You would have thought I’d announced we were separating when I posted a photo of my husband’s and my new bed linens on Instagram. Wait … what’s going on here??? Tell me more about this bedding … Do you each have your own blanket?????? The questions flooded in. On the surface they seemed relatively benign, but the excess of question marks seemed to imply an underlying question about our relationship: “Are you guys OK?”
We were OK. We were great, actually. In our new house, in our new city, we had purchased two twin-size duvets for our queen-size bed. I could have gone on, explained more, but there wasn’t enough room in the comments. This bedding was the latest plot point in the nearly twenty-year narrative of where, how, and with whom my husband and I have slept.
When we met, I was eighteen and he was twenty-three. We didn’t live in the same city, and spent the first year of our relationship living in the words we exchanged on our screens and the sound of each other’s voices on the telephone. I moved across the country and into his apartment a year later, to begin my junior year of college at a new school. We married soon after I graduated. We never had a dating phase, or the pretense of separate apartments, of spending some nights at his and some nights at mine. There was only ever an ours.
Five years into our cohabitation, after 1,826 nights in our queen-size bed, we could no longer sleep together. I mean this both literally and figuratively. Even though I was only twenty-five at the time, I’d begun to have night sweats and wanted nothing to touch me, while he was cold and wanted extra blankets. I also wanted to sleep with a woman, and he agreed to let me explore this desire as long as I didn’t actually sleep with anyone else. I could go on dates. I could fool around, as long as I returned home at night to sleep in our bed. Sure enough, the distance created by this arrangement brought sex back to our bed, too. But the sweating continued, and as the open relationship began to produce jealousy and hurt feelings, the sweat commingled with tears. Our bed was saturated with frustration and loss.
And so we began sleeping in separate beds in separate apartments in separate cities. It was all in the present tense: separate. We told ourselves it was what our careers demanded. We refused to say we were “separated.” Semantics aside, we were sleeping better.
My husband moved to New York, and I stayed in LA. The bed that had been ours became mine. But even when I dated other people, I rarely invited them to sleep in my bed. I kept it sacred, an altar to the religion of long-term relationships, in which I was still a believer. In New York, in my husband’s windowless bedroom, a wardrobe that had been left there by the prior tenant took up so much space that he only had room for a twin.
In America we call the smallest bed a twin, whereas in England they call it a single. Calling it a single makes a lot more sense, since it’s a bed for one person. Calling it a twin assumes there should be two identical beds. It seems to imply that you should never be sleeping alone. And yet there is a chasteness to twin beds. They aren’t for sex, they’re for sleeping. In fact, during a particularly Puritanical period in American broadcasting, the Hays Code forbid even married couples to be shown onscreen in bed together. That’s why Lucille Ball and Desi Arnaz — who were married in real life — slept like brother and sister in their twin beds on I Love Lucy.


▶ WHAT YOU SHOULD DO
Read the records below and copy each line that contains "america".
*** Begin section ***
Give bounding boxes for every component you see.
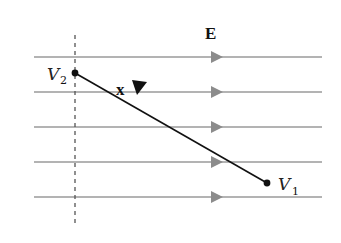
field-arrow-icon [211, 121, 223, 133]
displacement-label: x [116, 80, 125, 99]
v1-subscript: 1 [292, 185, 299, 198]
point-v1 [264, 180, 271, 187]
displacement-line [75, 73, 267, 183]
v2-subscript: 2 [60, 74, 67, 87]
field-arrow-icon [211, 156, 223, 168]
field-arrow-icon [211, 86, 223, 98]
field-arrow-icon [211, 191, 223, 203]
field-label: E [205, 24, 216, 43]
v1-label: V [278, 174, 292, 194]
field-arrows [211, 51, 223, 203]
v2-label: V [47, 64, 61, 84]
point-v2 [72, 70, 79, 77]
displacement-arrow-icon [132, 80, 147, 95]
field-arrow-icon [211, 51, 223, 63]
electric-field-diagram: E x V 2 V 1 [0, 0, 341, 243]
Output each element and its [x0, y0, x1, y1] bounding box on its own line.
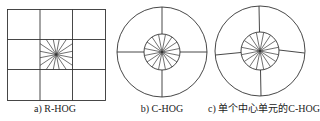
r-hog-figure — [8, 10, 106, 101]
c-hog-single-center-figure — [215, 6, 305, 96]
caption-c-hog-single-center: c) 单个中心单元的C-HOG — [208, 102, 320, 116]
caption-r-hog: a) R-HOG — [20, 102, 90, 116]
c-hog-figure — [117, 7, 207, 97]
caption-c-hog: b) C-HOG — [127, 102, 197, 116]
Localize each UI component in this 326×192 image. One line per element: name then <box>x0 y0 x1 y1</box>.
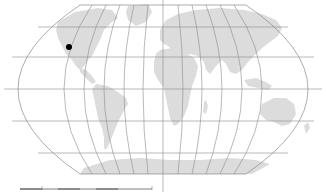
meridian <box>124 5 134 174</box>
land-africa <box>154 48 198 126</box>
scale-bar <box>20 186 152 190</box>
land-new-zealand <box>304 122 310 134</box>
land-australia <box>260 98 296 126</box>
world-map <box>0 0 326 192</box>
land-madagascar <box>203 100 208 114</box>
land-north-america <box>56 8 118 70</box>
land-southeast-asia <box>244 78 272 90</box>
location-marker-dot[interactable] <box>66 44 72 50</box>
land-antarctica <box>80 158 270 174</box>
scale-bar-segment <box>58 188 80 190</box>
scale-bar-segment <box>20 188 42 190</box>
meridian <box>143 5 148 174</box>
scale-bar-segment <box>96 188 118 190</box>
land-greenland <box>126 4 152 26</box>
land-central-america <box>80 68 96 84</box>
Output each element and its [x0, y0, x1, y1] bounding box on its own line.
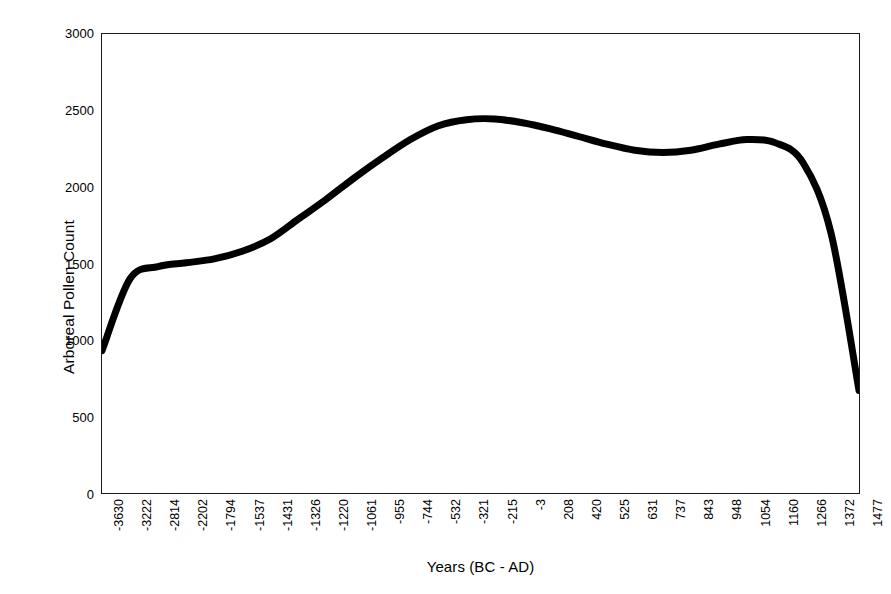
x-tick-label: -1794	[222, 497, 240, 559]
x-tick-label: 420	[588, 497, 606, 559]
x-tick-label: 843	[700, 497, 718, 559]
x-tick-label: -2202	[194, 497, 212, 559]
x-tick-label: 525	[616, 497, 634, 559]
pollen-count-line-chart: Arboreal Pollen Count 050010001500200025…	[0, 0, 891, 594]
x-tick-label: -1061	[363, 497, 381, 559]
x-tick-label: -3630	[110, 497, 128, 559]
data-series-curve	[102, 34, 859, 493]
x-axis-title: Years (BC - AD)	[101, 558, 860, 575]
y-tick-label: 1500	[48, 257, 94, 270]
y-tick-label: 1000	[48, 334, 94, 347]
x-tick-label: 1372	[841, 497, 859, 559]
y-tick-label: 0	[48, 488, 94, 501]
x-tick-label: 1054	[757, 497, 775, 559]
x-tick-label: -1537	[251, 497, 269, 559]
y-tick-label: 500	[48, 411, 94, 424]
x-tick-label: 1266	[813, 497, 831, 559]
series-line-arboreal-pollen-count	[102, 119, 859, 391]
x-tick-label: -3222	[138, 497, 156, 559]
y-tick-label: 3000	[48, 27, 94, 40]
x-tick-label: -1220	[335, 497, 353, 559]
x-tick-label: -3	[532, 497, 550, 559]
x-tick-label: 1160	[785, 497, 803, 559]
y-tick-label: 2500	[48, 103, 94, 116]
plot-area	[101, 33, 860, 494]
y-axis-tick-labels: 050010001500200025003000	[48, 0, 94, 594]
x-tick-label: -744	[419, 497, 437, 559]
x-tick-label: -1326	[307, 497, 325, 559]
x-tick-label: -955	[391, 497, 409, 559]
y-tick-label: 2000	[48, 180, 94, 193]
x-tick-label: -215	[504, 497, 522, 559]
x-tick-label: 631	[644, 497, 662, 559]
x-tick-label: 208	[560, 497, 578, 559]
x-tick-label: 948	[728, 497, 746, 559]
x-tick-label: -2814	[166, 497, 184, 559]
x-tick-label: -321	[475, 497, 493, 559]
x-tick-label: 1477	[869, 497, 887, 559]
x-tick-label: -1431	[279, 497, 297, 559]
x-tick-label: -532	[447, 497, 465, 559]
x-tick-label: 737	[672, 497, 690, 559]
x-axis-tick-labels: -3630-3222-2814-2202-1794-1537-1431-1326…	[101, 497, 860, 557]
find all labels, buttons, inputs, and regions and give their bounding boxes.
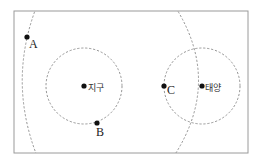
label-b: B (96, 125, 104, 139)
label-a: A (29, 37, 38, 51)
point-c (161, 83, 166, 88)
label-c: C (167, 83, 175, 97)
diagram-frame (14, 11, 248, 153)
label-earth: 지구 (88, 83, 104, 93)
large-orbit-arc-right (174, 8, 199, 156)
point-sun (199, 83, 204, 88)
label-sun: 태양 (205, 83, 221, 93)
large-orbit-arc-left (22, 8, 37, 156)
point-earth (81, 83, 86, 88)
orbit-diagram: A 지구 B C 태양 (0, 0, 259, 167)
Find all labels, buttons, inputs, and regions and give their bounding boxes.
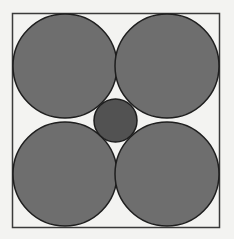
large-circle-bottom-right [115,122,219,226]
large-circle-top-left [13,14,117,118]
circles-in-square-diagram [0,0,234,239]
diagram-canvas [0,0,234,239]
small-center-circle [94,99,137,142]
large-circle-top-right [115,14,219,118]
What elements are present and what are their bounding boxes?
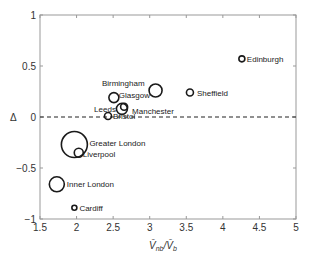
data-point-label: Cardiff	[79, 204, 103, 213]
scatter-chart: 1.522.533.544.5510.50−0.5−1 EdinburghShe…	[0, 0, 309, 262]
x-tick-label: 5	[293, 222, 299, 233]
data-point-label: Sheffield	[197, 89, 228, 98]
x-tick-label: 4	[220, 222, 226, 233]
data-point-label: Greater London	[89, 139, 145, 148]
data-point-marker	[186, 89, 193, 96]
data-point-label: Liverpool	[83, 150, 116, 159]
data-point-label: Manchester	[132, 107, 174, 116]
data-point-label: Edinburgh	[247, 55, 283, 64]
data-point-marker	[239, 56, 245, 62]
data-point-label: Birmingham	[102, 79, 145, 88]
data-point-label: Inner London	[67, 180, 114, 189]
axes: 1.522.533.544.5510.50−0.5−1	[16, 10, 299, 233]
x-label-sub1: nb	[156, 245, 164, 252]
data-point-label: Bristol	[113, 112, 135, 121]
data-point-marker	[72, 205, 77, 210]
y-axis-label: Δ	[10, 112, 17, 123]
x-label-sub2: b	[173, 245, 177, 252]
x-tick-label: 2	[74, 222, 80, 233]
data-point-marker	[49, 177, 64, 192]
x-axis-label: V̄nb/V̄b	[149, 239, 177, 252]
x-tick-label: 2.5	[106, 222, 120, 233]
y-tick-label: 1	[30, 10, 36, 21]
data-points: EdinburghSheffieldBirminghamGlasgowLeeds…	[49, 55, 283, 213]
data-point-marker	[109, 93, 119, 103]
data-point-label: Glasgow	[119, 91, 150, 100]
y-tick-label: 0	[30, 112, 36, 123]
data-point-marker	[149, 84, 162, 97]
x-tick-label: 3	[147, 222, 153, 233]
y-tick-label: 0.5	[22, 61, 36, 72]
x-tick-label: 4.5	[252, 222, 266, 233]
y-tick-label: −0.5	[16, 163, 36, 174]
x-tick-label: 3.5	[179, 222, 193, 233]
y-tick-label: −1	[25, 214, 37, 225]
*** End section ***
▶ ANSWER SECTION
land-north-america <box>56 8 118 70</box>
land-central-america <box>80 68 96 84</box>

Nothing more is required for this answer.